*** Block opens ***

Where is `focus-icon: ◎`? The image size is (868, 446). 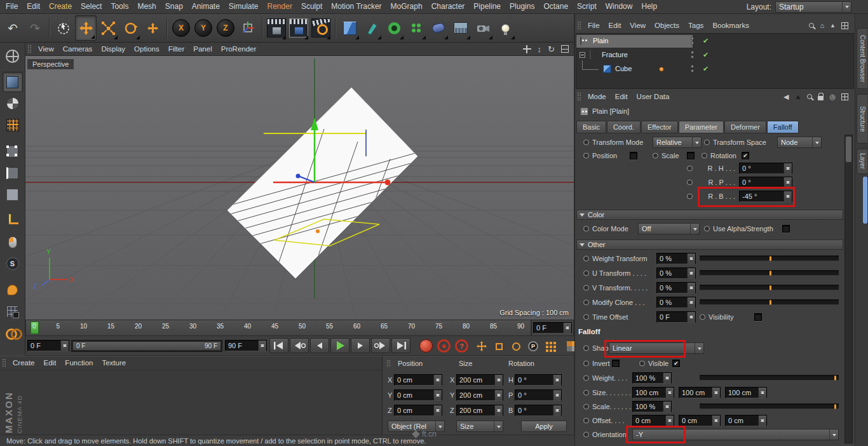 focus-icon: ◎ is located at coordinates (832, 97).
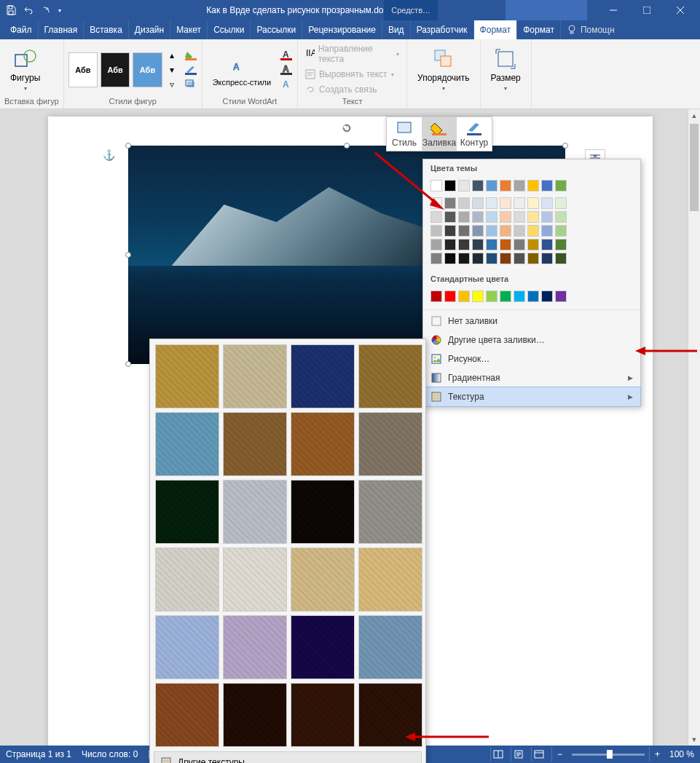 This screenshot has height=763, width=700. What do you see at coordinates (559, 754) in the screenshot?
I see `zoom-out-button: −` at bounding box center [559, 754].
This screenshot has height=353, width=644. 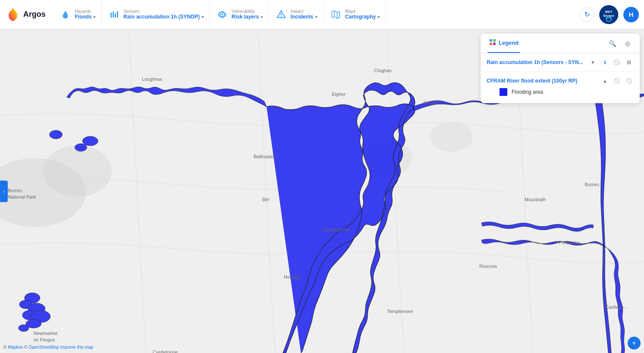 What do you see at coordinates (362, 11) in the screenshot?
I see `maps-label: Maps` at bounding box center [362, 11].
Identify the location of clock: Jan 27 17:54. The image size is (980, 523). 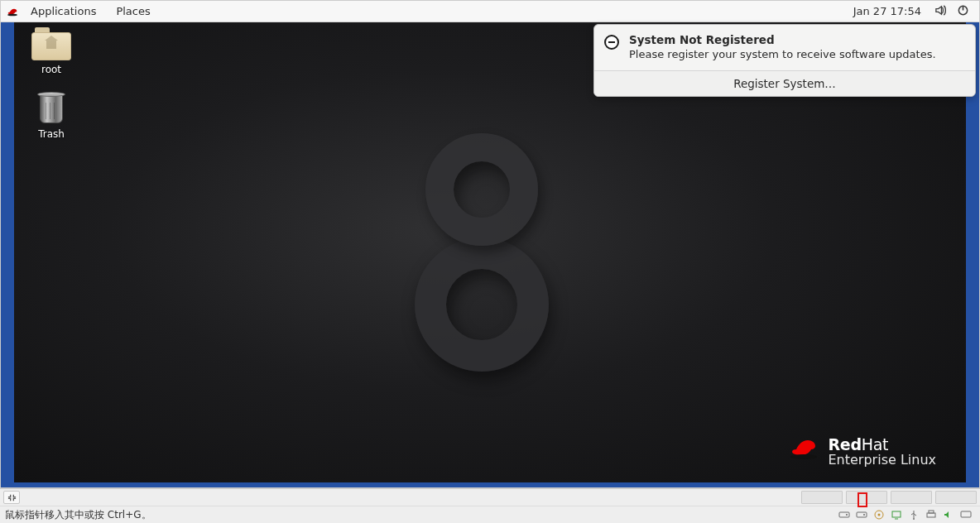
(887, 12).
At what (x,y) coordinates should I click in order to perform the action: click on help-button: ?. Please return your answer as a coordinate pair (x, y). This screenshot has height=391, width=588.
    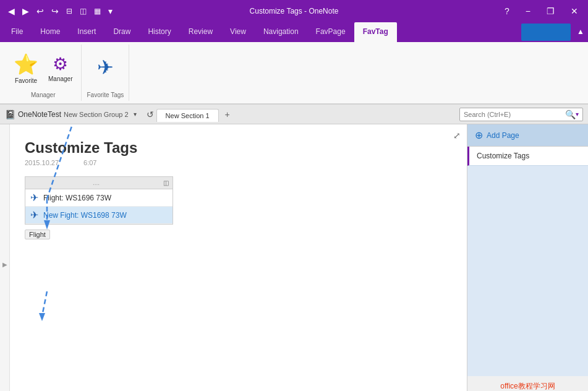
    Looking at the image, I should click on (507, 11).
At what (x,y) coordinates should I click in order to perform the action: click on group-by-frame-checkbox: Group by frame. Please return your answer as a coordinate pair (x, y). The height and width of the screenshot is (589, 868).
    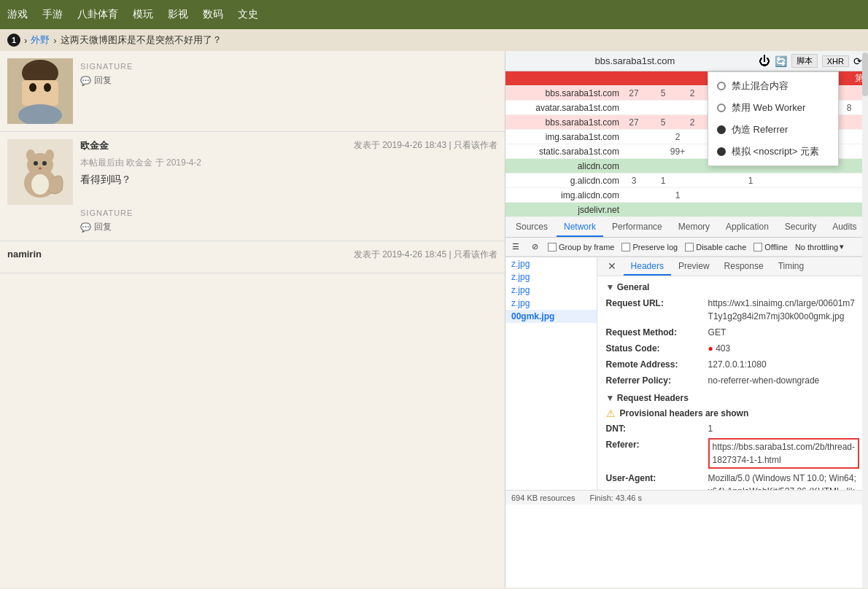
    Looking at the image, I should click on (581, 247).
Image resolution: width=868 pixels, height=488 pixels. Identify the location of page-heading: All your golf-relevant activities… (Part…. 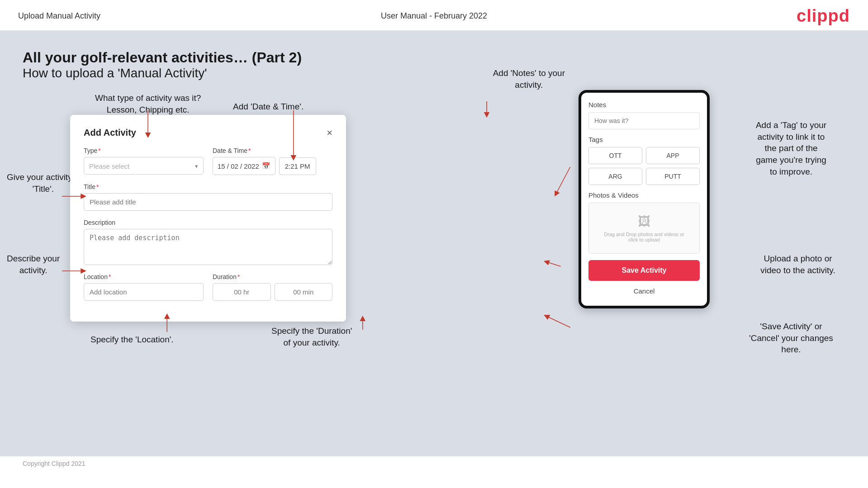
(434, 65).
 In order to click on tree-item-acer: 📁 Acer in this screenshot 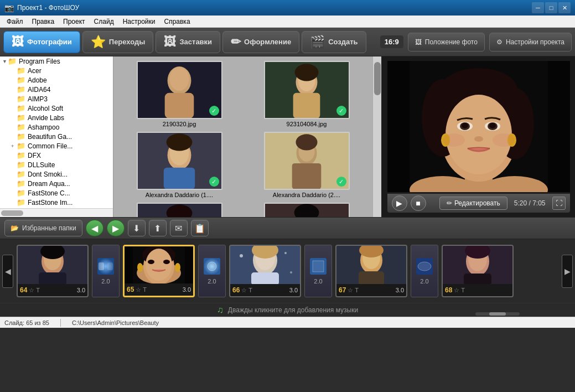, I will do `click(56, 71)`.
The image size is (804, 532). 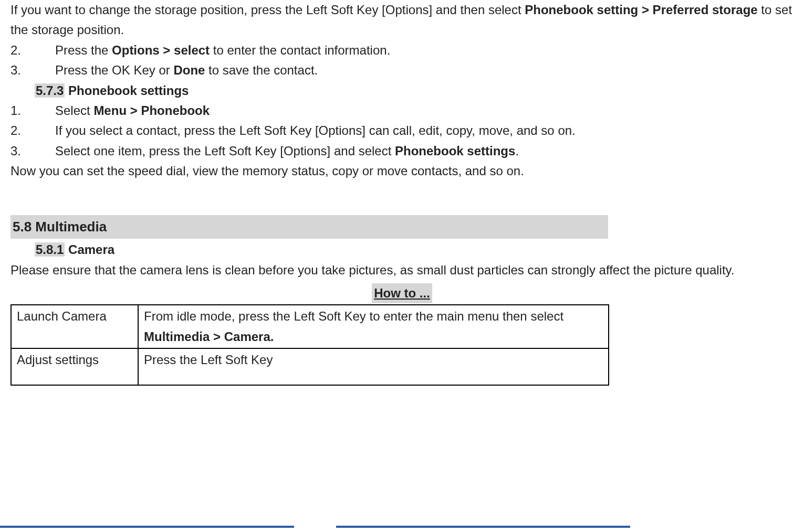 I want to click on subsection-heading: 5.8.1 Camera, so click(x=414, y=250).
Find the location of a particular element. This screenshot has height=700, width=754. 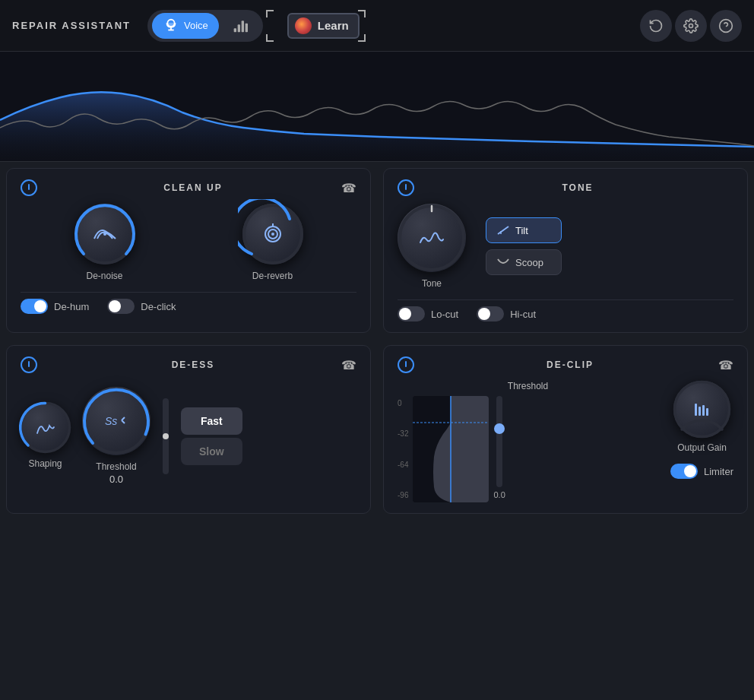

deess-power-button is located at coordinates (29, 365).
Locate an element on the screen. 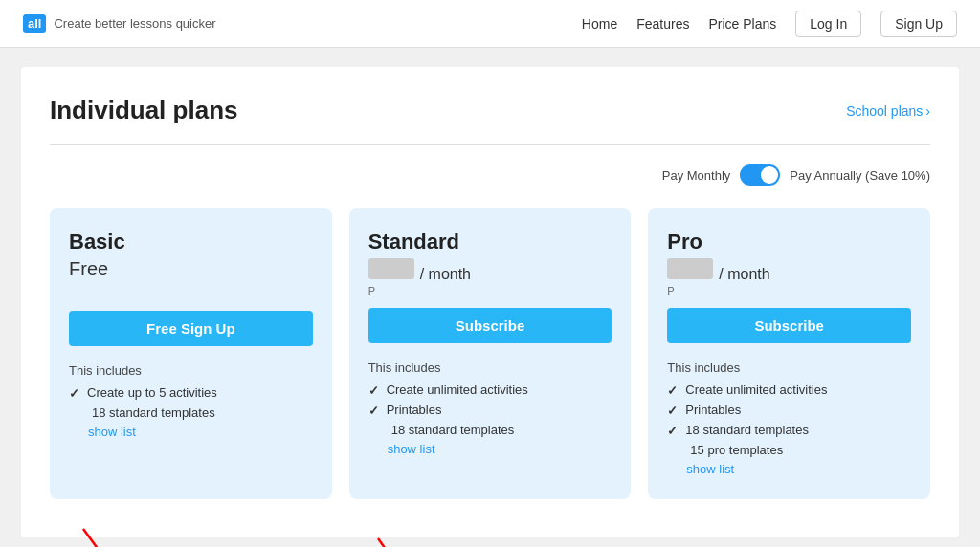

*** Block closes ***

_To do_: No pictures belong in the output. It should reproduce exactly the lines from the one containing "Find the location" through the end of the data, both ends included.

_Task output_:
Find the location of a particular element. This screenshot has height=700, width=754. 

deess-power-button is located at coordinates (29, 365).
Locate an element on the screen. 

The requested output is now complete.